Consumer and Health Groups Against AMA's Medical Co-payment Proposal

By Petrina Smith
Friday, 22 August, 2014


Community and health consumer groups have rejected the Australian Medical Association’s proposal for mandatory medical co-payments as representing a first step towards the breakdown of universal access under Medicare.
“A co-payment would erect a barrier to primary health care for many thousands of families and individuals who would not qualify for concessions.  The Federal Government, and now the AMA, are proposing a new impost on health consumers before investigating other ways to make health care in Australia more cost effective,” the CEO of the Consumers Health Forum, Adam Stankevicius said.
“At a time when 700,000 people are hospitalised a year for conditions that could have been avoided through better primary care interventions, the AMA plan would place a mandatory $6.15 charge on general practice care for many people.
“The AMA plan swallows the $3.5 billion in expected budget savings and highlights the need for a stronger primary health system.  The AMA itself says that general practice is ‘a low cost and efficient part of the health system’.  Why complicate a system that has worked well for 30 years.  And where is the Government modelling to support such a dramatic change to Medicare?
Rebecca Vassarotti, Deputy CEO of Australian Council of Social Service, said:  “The release of the AMA’s proposal to Government has done nothing to ease the concerns of ACOSS that the poor and vulnerable in our community will be hard-hit by the GP co-payment plan”.
“Exemptions will always miss out on groups in the community who are at risk.  Under the AMA plan, we know that groups of people will not access the care they need because they can’t afford it.  Low income workers, people with chronic illness, and  Aboriginal and Torres Strait Islander communities are all groups that will continue to face access issues under the AMA plan.
“Again, ACOSS calls on the Parliament to protect the principles that underpin Medicare – universal access to GPs for everyone in the community, regardless of how much money they have in their pocket.  Price signals in primary healthcare just don’t make sense.  We don’t want people to be making decisions about whether or not to go to the Doctor or put food on the table.  It’s bad for them, it’s bad for the economy and it’s bad for the community”.
Michael Moore, the CEO of the Public Health Association Australia, said: "If the government is really serious about red tape and less regulation and more efficiency it will drop the co-payment idea as soon as possible.  The co-payment idea was flawed from the beginning.
"The attempt by the AMA to find a compromise solution illustrated just how farcical the idea is and provides yet another reason for the government to shelve the notion and for the Senate to reject it.  Even if the government accepted the AMA proposal they would be seeking to implement yet another tax that will most likely cost more to administer than what it would raise in revenue.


### Problem details
Print the data exactly, leaving nothing out.

#### Recorded information ####

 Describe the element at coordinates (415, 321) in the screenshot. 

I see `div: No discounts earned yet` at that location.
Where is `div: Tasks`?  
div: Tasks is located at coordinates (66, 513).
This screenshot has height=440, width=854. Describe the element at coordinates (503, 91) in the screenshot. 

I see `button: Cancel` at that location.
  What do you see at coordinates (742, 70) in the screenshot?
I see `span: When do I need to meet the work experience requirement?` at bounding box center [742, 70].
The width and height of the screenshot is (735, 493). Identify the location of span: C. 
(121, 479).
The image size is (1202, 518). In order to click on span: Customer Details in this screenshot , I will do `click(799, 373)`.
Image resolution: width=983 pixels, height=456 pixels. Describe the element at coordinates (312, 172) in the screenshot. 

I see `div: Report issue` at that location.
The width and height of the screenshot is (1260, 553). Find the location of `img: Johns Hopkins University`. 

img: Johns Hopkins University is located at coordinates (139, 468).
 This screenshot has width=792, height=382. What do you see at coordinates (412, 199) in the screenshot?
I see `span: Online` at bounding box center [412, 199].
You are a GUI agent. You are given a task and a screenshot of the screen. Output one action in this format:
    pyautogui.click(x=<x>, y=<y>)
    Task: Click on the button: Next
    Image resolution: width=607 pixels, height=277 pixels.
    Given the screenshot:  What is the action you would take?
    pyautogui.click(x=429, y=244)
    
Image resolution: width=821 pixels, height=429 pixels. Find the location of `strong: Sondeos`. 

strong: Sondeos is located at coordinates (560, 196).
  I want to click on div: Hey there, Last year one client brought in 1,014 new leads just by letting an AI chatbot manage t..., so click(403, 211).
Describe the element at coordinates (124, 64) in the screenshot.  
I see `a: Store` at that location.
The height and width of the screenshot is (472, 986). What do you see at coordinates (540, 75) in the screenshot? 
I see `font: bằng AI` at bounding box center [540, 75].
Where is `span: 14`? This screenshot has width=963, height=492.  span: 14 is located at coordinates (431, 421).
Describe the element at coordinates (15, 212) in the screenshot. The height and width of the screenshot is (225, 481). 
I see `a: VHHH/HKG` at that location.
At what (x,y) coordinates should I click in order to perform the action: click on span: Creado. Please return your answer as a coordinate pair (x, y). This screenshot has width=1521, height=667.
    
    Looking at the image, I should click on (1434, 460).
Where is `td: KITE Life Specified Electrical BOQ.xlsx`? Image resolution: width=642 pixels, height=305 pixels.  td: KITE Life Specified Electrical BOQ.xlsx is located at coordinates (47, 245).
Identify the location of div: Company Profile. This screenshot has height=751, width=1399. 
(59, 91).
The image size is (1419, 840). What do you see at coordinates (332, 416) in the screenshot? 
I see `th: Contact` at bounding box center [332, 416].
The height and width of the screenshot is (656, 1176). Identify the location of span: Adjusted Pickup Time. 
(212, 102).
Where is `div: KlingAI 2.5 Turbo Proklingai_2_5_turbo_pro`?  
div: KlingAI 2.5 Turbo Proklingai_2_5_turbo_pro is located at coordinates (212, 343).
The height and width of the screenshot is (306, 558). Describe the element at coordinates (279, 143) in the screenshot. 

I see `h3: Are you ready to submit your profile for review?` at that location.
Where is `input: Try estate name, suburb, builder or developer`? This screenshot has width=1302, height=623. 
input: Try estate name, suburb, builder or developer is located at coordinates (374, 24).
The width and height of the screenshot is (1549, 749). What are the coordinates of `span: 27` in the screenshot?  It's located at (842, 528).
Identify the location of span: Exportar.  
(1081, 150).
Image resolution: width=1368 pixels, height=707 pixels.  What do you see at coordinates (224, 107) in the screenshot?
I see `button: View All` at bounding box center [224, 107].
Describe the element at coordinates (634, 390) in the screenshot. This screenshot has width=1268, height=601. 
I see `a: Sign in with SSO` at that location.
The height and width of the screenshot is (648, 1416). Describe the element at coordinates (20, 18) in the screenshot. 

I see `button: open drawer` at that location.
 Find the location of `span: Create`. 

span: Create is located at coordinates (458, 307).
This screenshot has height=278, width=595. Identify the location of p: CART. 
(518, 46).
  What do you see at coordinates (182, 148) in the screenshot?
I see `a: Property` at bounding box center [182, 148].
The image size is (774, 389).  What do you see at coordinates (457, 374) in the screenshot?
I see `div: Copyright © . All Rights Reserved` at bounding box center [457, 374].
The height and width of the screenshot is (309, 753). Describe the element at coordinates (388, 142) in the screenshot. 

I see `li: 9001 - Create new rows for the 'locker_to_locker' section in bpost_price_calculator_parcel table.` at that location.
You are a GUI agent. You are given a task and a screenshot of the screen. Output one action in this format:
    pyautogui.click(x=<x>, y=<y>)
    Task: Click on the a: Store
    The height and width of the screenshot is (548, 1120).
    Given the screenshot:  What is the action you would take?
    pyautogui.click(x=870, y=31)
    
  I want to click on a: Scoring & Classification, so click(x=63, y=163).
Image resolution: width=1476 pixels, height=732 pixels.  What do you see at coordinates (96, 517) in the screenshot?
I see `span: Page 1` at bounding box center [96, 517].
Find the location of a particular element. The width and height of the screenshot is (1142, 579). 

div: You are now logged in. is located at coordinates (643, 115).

####

### Exercise answer
 Describe the element at coordinates (415, 321) in the screenshot. 

I see `div: No discounts earned yet` at that location.
Where is `div: Tasks`?  
div: Tasks is located at coordinates (66, 513).
This screenshot has height=440, width=854. Describe the element at coordinates (503, 91) in the screenshot. 

I see `button: Cancel` at that location.
  What do you see at coordinates (742, 70) in the screenshot?
I see `span: When do I need to meet the work experience requirement?` at bounding box center [742, 70].
The width and height of the screenshot is (735, 493). Identify the location of span: C. 
(121, 479).
The image size is (1202, 518). In order to click on span: Customer Details in this screenshot , I will do `click(799, 373)`.
Image resolution: width=983 pixels, height=456 pixels. Describe the element at coordinates (312, 172) in the screenshot. 

I see `div: Report issue` at that location.
The width and height of the screenshot is (1260, 553). Find the location of `img: Johns Hopkins University`. 

img: Johns Hopkins University is located at coordinates (139, 468).
 This screenshot has width=792, height=382. What do you see at coordinates (412, 199) in the screenshot?
I see `span: Online` at bounding box center [412, 199].
You are a GUI agent. You are given a task and a screenshot of the screen. Output one action in this format:
    pyautogui.click(x=<x>, y=<y>)
    Task: Click on the button: Next
    Image resolution: width=607 pixels, height=277 pixels.
    Given the screenshot:  What is the action you would take?
    pyautogui.click(x=429, y=244)
    
Image resolution: width=821 pixels, height=429 pixels. Find the location of `strong: Sondeos`. 

strong: Sondeos is located at coordinates (560, 196).
  I want to click on div: Hey there, Last year one client brought in 1,014 new leads just by letting an AI chatbot manage t..., so click(403, 211).
Describe the element at coordinates (124, 64) in the screenshot.  
I see `a: Store` at that location.
The height and width of the screenshot is (472, 986). What do you see at coordinates (540, 75) in the screenshot? 
I see `font: bằng AI` at bounding box center [540, 75].
Where is `span: 14`? This screenshot has width=963, height=492.  span: 14 is located at coordinates (431, 421).
Describe the element at coordinates (15, 212) in the screenshot. The height and width of the screenshot is (225, 481). 
I see `a: VHHH/HKG` at that location.
At what (x,y) coordinates should I click in order to perform the action: click on span: Creado. Please return your answer as a coordinate pair (x, y). This screenshot has width=1521, height=667.
    
    Looking at the image, I should click on (1434, 460).
Where is `td: KITE Life Specified Electrical BOQ.xlsx`? Image resolution: width=642 pixels, height=305 pixels.  td: KITE Life Specified Electrical BOQ.xlsx is located at coordinates (47, 245).
Identify the location of div: Company Profile. This screenshot has height=751, width=1399. 
(59, 91).
The image size is (1419, 840). What do you see at coordinates (332, 416) in the screenshot? 
I see `th: Contact` at bounding box center [332, 416].
The height and width of the screenshot is (656, 1176). Identify the location of span: Adjusted Pickup Time. 
(212, 102).
Where is `div: KlingAI 2.5 Turbo Proklingai_2_5_turbo_pro`?  
div: KlingAI 2.5 Turbo Proklingai_2_5_turbo_pro is located at coordinates (212, 343).
The height and width of the screenshot is (306, 558). Describe the element at coordinates (279, 143) in the screenshot. 

I see `h3: Are you ready to submit your profile for review?` at that location.
Where is `input: Try estate name, suburb, builder or developer`? This screenshot has width=1302, height=623. 
input: Try estate name, suburb, builder or developer is located at coordinates (374, 24).
The width and height of the screenshot is (1549, 749). What are the coordinates of `span: 27` in the screenshot?  It's located at (842, 528).
Identify the location of span: Exportar.  
(1081, 150).
Image resolution: width=1368 pixels, height=707 pixels.  What do you see at coordinates (224, 107) in the screenshot?
I see `button: View All` at bounding box center [224, 107].
Describe the element at coordinates (634, 390) in the screenshot. This screenshot has width=1268, height=601. 
I see `a: Sign in with SSO` at that location.
The height and width of the screenshot is (648, 1416). Describe the element at coordinates (20, 18) in the screenshot. 

I see `button: open drawer` at that location.
 Find the location of `span: Create`. 

span: Create is located at coordinates (458, 307).
This screenshot has height=278, width=595. Identify the location of p: CART. 
(518, 46).
  What do you see at coordinates (182, 148) in the screenshot?
I see `a: Property` at bounding box center [182, 148].
The image size is (774, 389).  What do you see at coordinates (457, 374) in the screenshot?
I see `div: Copyright © . All Rights Reserved` at bounding box center [457, 374].
The height and width of the screenshot is (309, 753). Describe the element at coordinates (388, 142) in the screenshot. 

I see `li: 9001 - Create new rows for the 'locker_to_locker' section in bpost_price_calculator_parcel table.` at that location.
You are a GUI agent. You are given a task and a screenshot of the screen. Output one action in this format:
    pyautogui.click(x=<x>, y=<y>)
    Task: Click on the a: Store
    The height and width of the screenshot is (548, 1120).
    Given the screenshot:  What is the action you would take?
    pyautogui.click(x=870, y=31)
    
  I want to click on a: Scoring & Classification, so click(x=63, y=163).
Image resolution: width=1476 pixels, height=732 pixels.  What do you see at coordinates (96, 517) in the screenshot?
I see `span: Page 1` at bounding box center [96, 517].
Find the location of a particular element. The width and height of the screenshot is (1142, 579). 

div: You are now logged in. is located at coordinates (643, 115).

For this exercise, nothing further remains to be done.